Selling out doesn’t even guarantee success, however, it does allow us to recover from failure or a rough spot to be able to succeed. In the 1988 Olympics everyone remembers this dive from Greg Louganis…
But most people forgot he actually came back from that moment to win the gold and he won the 10-meter platform gold, too.
Selling out isn’t just for athletics, though. Life presents us with moments to sell out. To stand moments away from testing our foundations, to see if we can move to the next level. Maybe it is changing jobs. Maybe it is connecting with your family. Maybe it is just going after a goal you keep putting off. But too many people walk away from the diving board.
It is safe that way.
Selling out will not eliminate fear; it is no promise of success. So why sell out? Because, to be honest, it is the only way to find your greatest moments.
It was 2 o’clock Sunday morning and I was feeding my youngest a bottle. I could see lightening flash between the curtains. The wind picked up and I carried my daughter with her bottle to the front door so I could remove our flower decoration before it started to bang against the door. This summer has been active with major storms. As I sat feeding my daughter and listening to the storm, I started to think about the trees. We have a park about a mile away that had a number of trees that were damaged from the last couple of storms. Sunday’s storm didn’t sound too intense, but I wondered if there would be any more trees damaged.
And as thoughts at 2 in the morning can become deep, I started to think of us, people, as trees.
Let’s take a pause for a second to understand how I started to think about people as trees. At the moment I’m reading One Yard Short by Les Steckel. I’m at the point where the Patriots fired him in 1988 and he is talking about being broken from a few rough years of coaching.
I have had a tough transition to losing my head coaching position in May. But this post is not about how dreams change, that is for a later post.
This post is a reflection on why trees get damaged in storms.
The picture above is from Sunday. It is a tree in the park I mentioned above.

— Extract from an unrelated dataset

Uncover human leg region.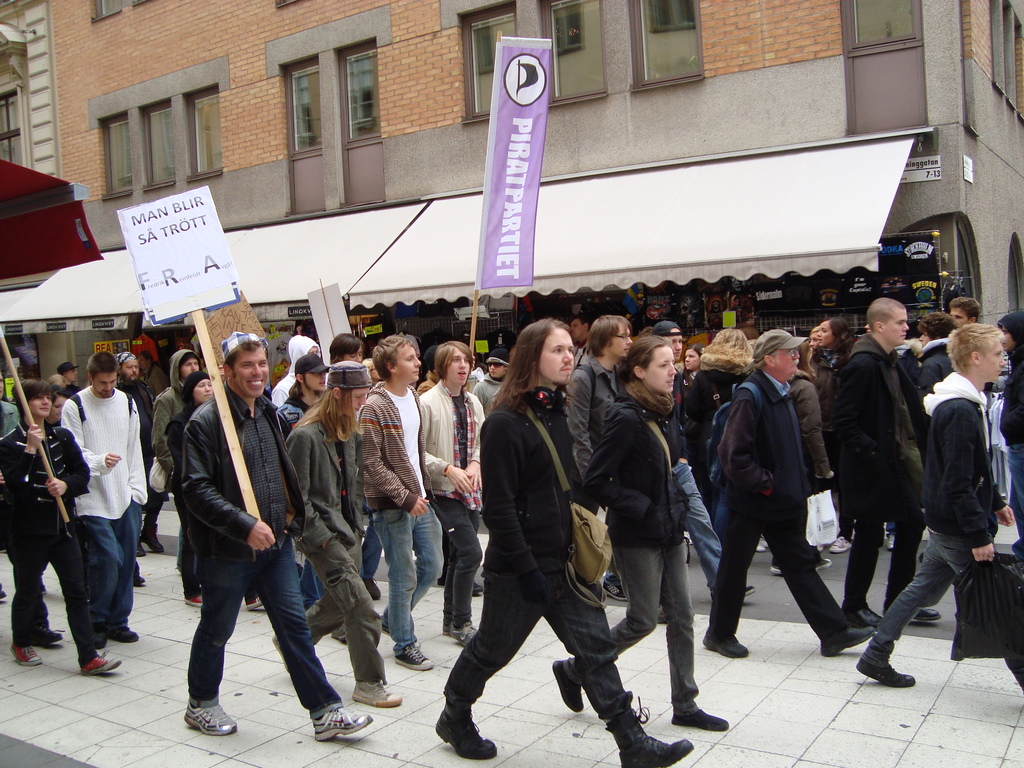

The tree has withstood all the other severe storms through the summer. So why did the Sunday morning storm, which was calm compared to others we have experienced, take down the tree?
Why didn’t other trees have damage?
Why did the already damaged trees stand strong through Sunday’s storm?
I don’t have an answer.
Just as I don’t know which “storm” in life will bring a person down. We never know which storm we will be able to withstand, to be strong through, and which storm may break us. Even if it is a smaller storm.
In the park there are trees that seem to have not been affected by any of the storms. Why? All the trees experienced the same winds, the same rain, but each storm damaged different trees.
In our lives we are faced with all kinds of storms. And we prepare for them, we strengthen our character, consider the consequence of our actions, but we really don’t know which storm may totally uproot us.
What I do know is that storms will come, and that we may experience damage, but unlike trees we have family and friends to help pick up the leaves and branches. To help get our roots back into the ground and help us grow stronger before the next storm.